Standard too rigid to deal with derived datasets?

My applications deals a lot with statistics, analysis and derived data sets in general.
Some of this data is calculated on the fly when it is requested, some is calculated
in batch at a regular interval.

For example:

/users/123/records/?relationships=zscore
/users/123/statistics/

The data returned by these may be constantly changing (like, minute to minute),
and there is no way to refer to the returned objects via a unique id, because they
aren’t stored in such a way that they can looked up via that unique id. It is
though compulsory in the spec to include a unique id. Of course, I can include a
unique id (i.e some random number), but surely this only confuses the client
as perhaps now they think they can use this id to later refer to this resource!
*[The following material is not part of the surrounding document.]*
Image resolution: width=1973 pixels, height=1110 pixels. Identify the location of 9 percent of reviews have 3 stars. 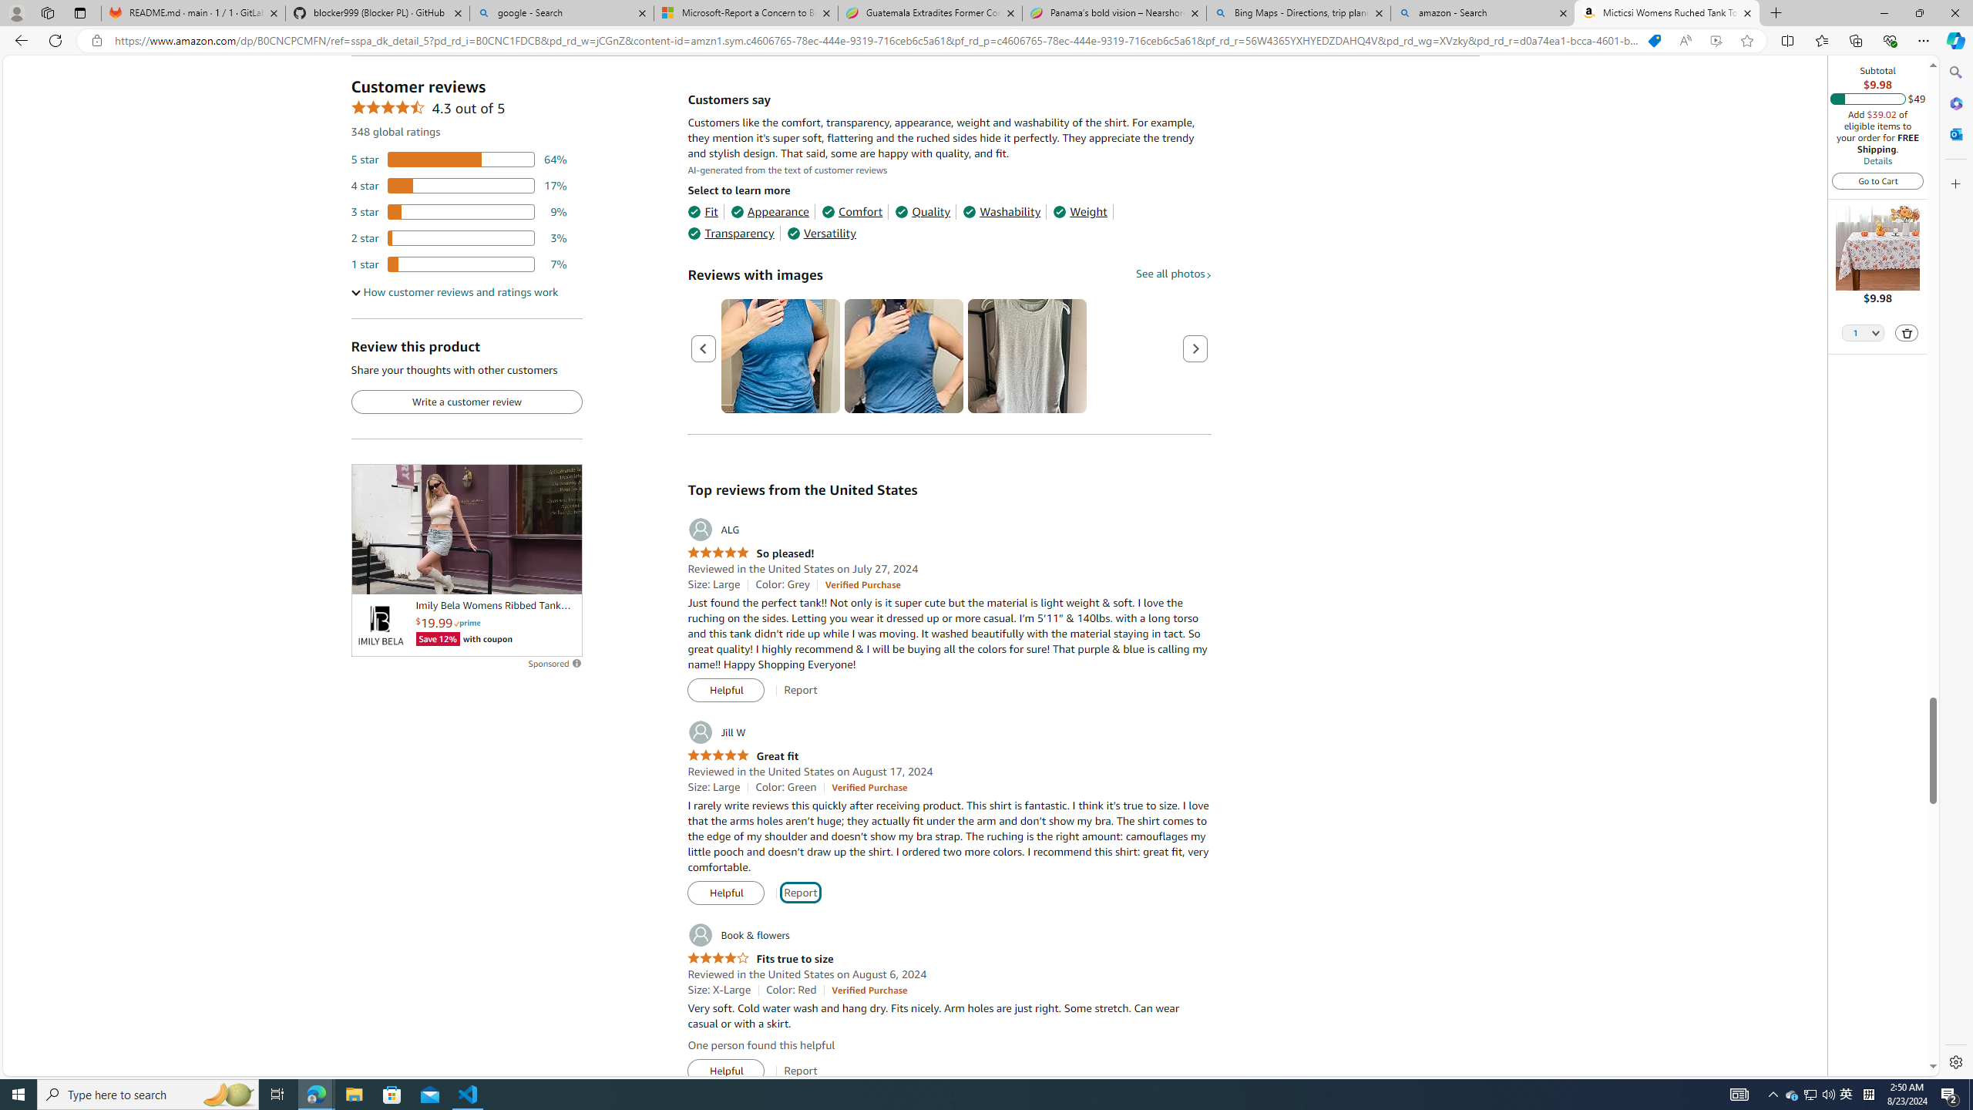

Another issue I’ve run into recently, is that I want to force a recalculation
of a user’s statistics (because the statistics are not calculated on the fly, they
are precalculated and put into a DB table). I was trying to think of a creative
way to do this that was still sane, and I came up with doing a ‘PATCH /users/123/statistics/’.
Because I want to indicate to the server that I want that particular resource updated. Of course
the client does not set the data, the server calculates it, but yet I still have to pass a resource object
complete with id (according to the spec). IMHO including that data would be extremely
confusing (i.e ‘why are you sending data that is not actually part of the updated resource?’)

I’ve just been making it up as I go along, and abandoning parts of the spec that I feel
don’t make sense to my application, and including those that I feel do.

Am I doing it wrong?

Cheers

Not if you’re creating a hypermedia API. (In this case clients are not allowed to construct URLs, only to follow URLs provided by the server.) But if you’re just creating a plain JSON data API then this could be a problem.
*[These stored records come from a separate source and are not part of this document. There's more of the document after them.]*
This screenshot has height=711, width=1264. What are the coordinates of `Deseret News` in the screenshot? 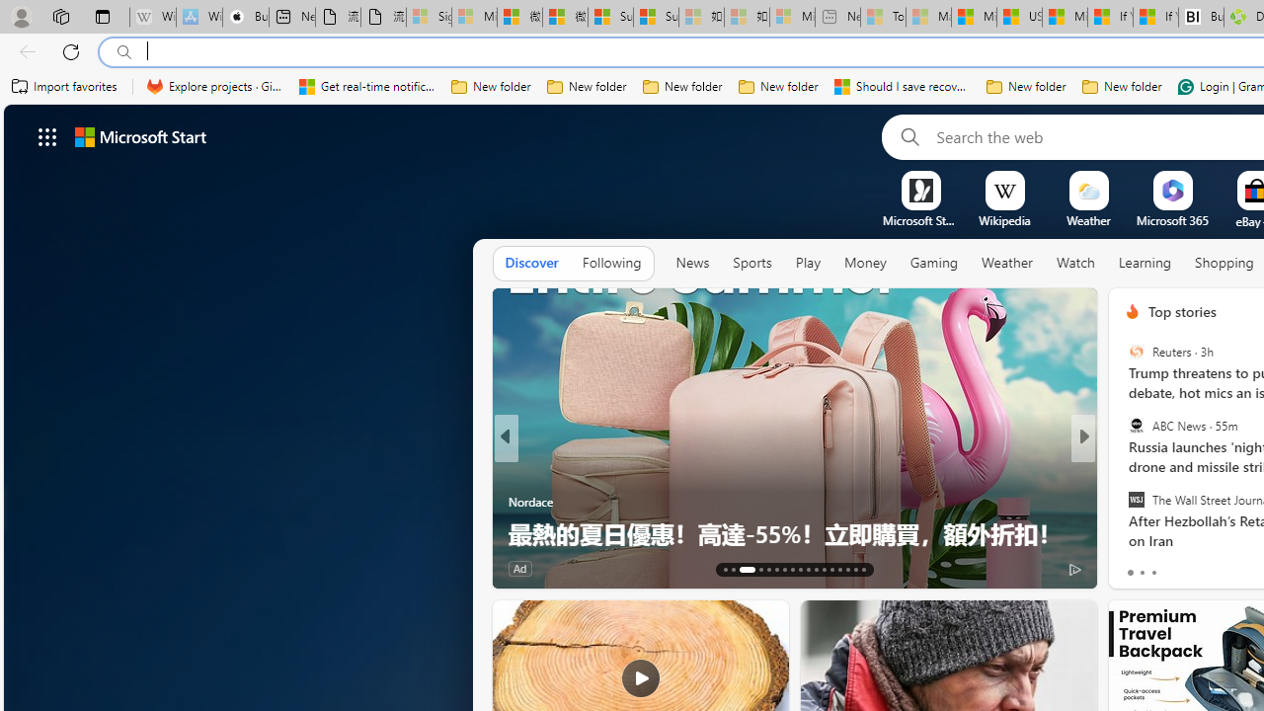 It's located at (1124, 502).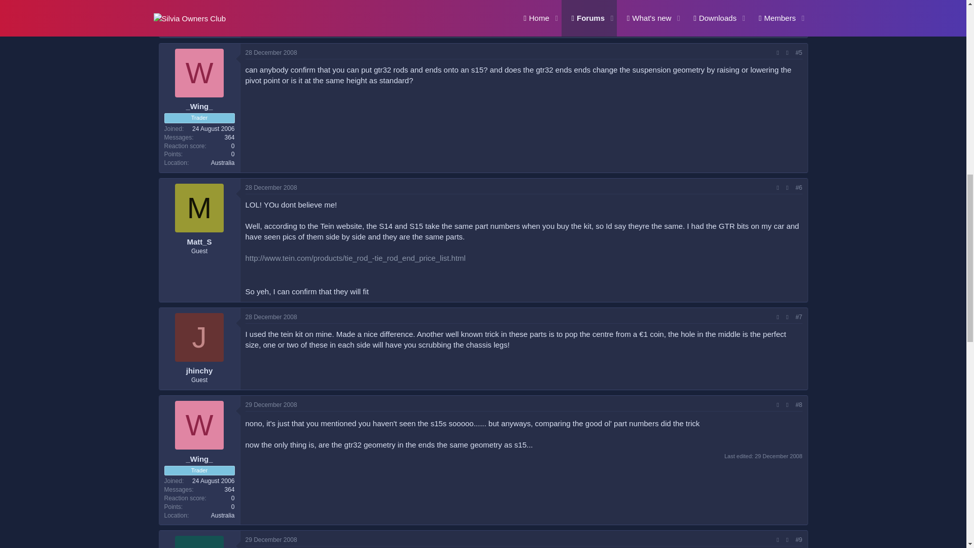  What do you see at coordinates (275, 25) in the screenshot?
I see `Big grin    :D` at bounding box center [275, 25].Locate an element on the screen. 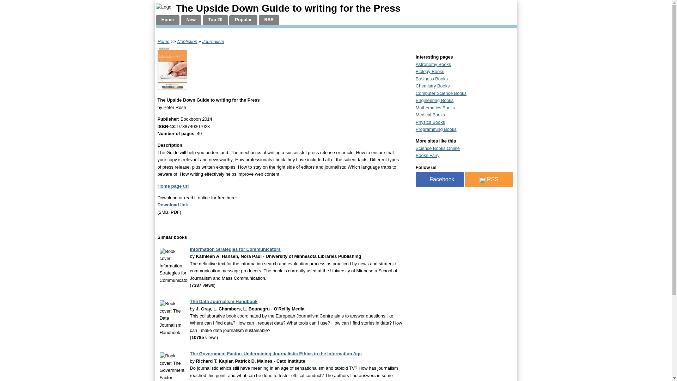 The image size is (677, 381). Top 20 is located at coordinates (215, 20).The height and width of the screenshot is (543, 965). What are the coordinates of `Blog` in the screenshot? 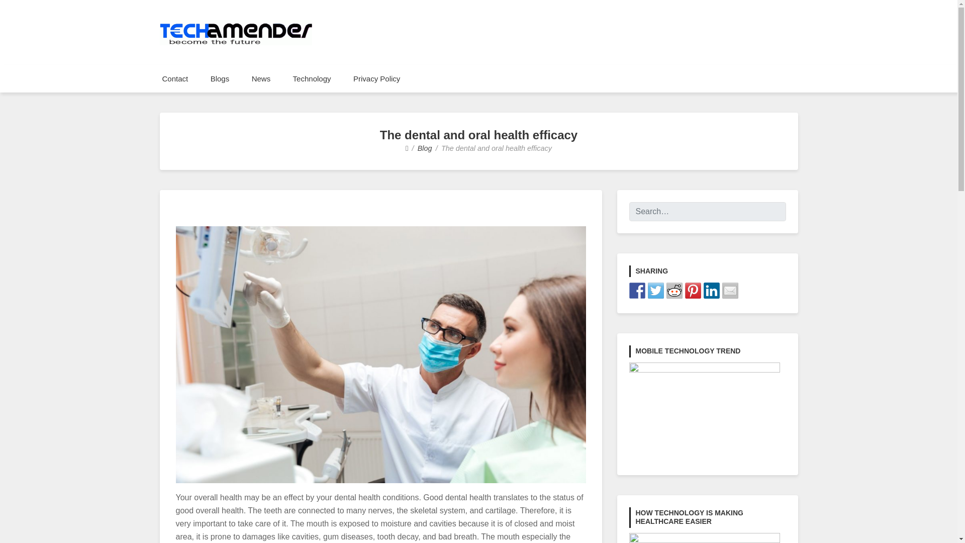 It's located at (425, 148).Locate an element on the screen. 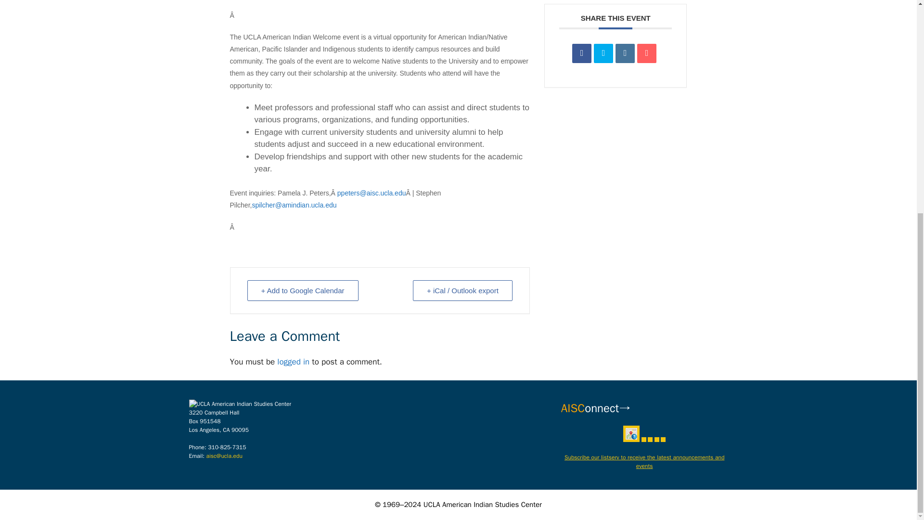 Image resolution: width=924 pixels, height=520 pixels. Like us on Facebook is located at coordinates (644, 439).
What about a a POST /users/123/statistics/refresh ? (You might find this blog helpful.)

If you do, really you’re just inventing your own standard. So potentially you’re not going to be able to leverage any tools / libraries that understand JSON API, and you’ll have to provide all of these yourself (or expect your client developers to create their own). That seems like you’d be giving yourself a lot of extra work.
I’d want to stick to the standard, and if I couldn’t, I’d be thinking about others, such as HAL, JSON-LD, Siren, UBER etc. rather than rolling my own.

No, not a hypermedia API in this case.

Yes a path with refresh was my first thought but just as quickly dropped the idea because it is a verb. However, that link (and the links within it) are certainly thought provoking. It certainly gets me thinking beyond CRUD and nouns vs verbs.

You’re absolutely right. Thankfully the data structures are relatively simple, so there isn’t too much work involved. APIs were certainly not something that I spent most of my time thinking about, but the more time I do spend thinking about them, it becomes clear that CRUD and the vnd.api+json standard do not really suit my application.

For the time being I will continue on adapting a square peg to a round hole, but for v2 I will re-think CRUD and perhaps a more suitable standard :slight_smile:

I have thought about the issue described by the op too. Data aggregations (sums, averages, whatever) will not have an id by themselves, which escapes the jsonapi idea. However, the statistics for a user will always be identified by the user’s id.
So one could back reference certain statistics ‘highjacking’ the user id, i.e. make the user statistics use the user’s id as its id. However, this falls short if you had time relevant data where you do data aggregations for certain periods, or also for further filter query parameters, like the provided example /users/123/records/?relationships=zscore.
I could not come up with an approached that I really liked for that problem so far.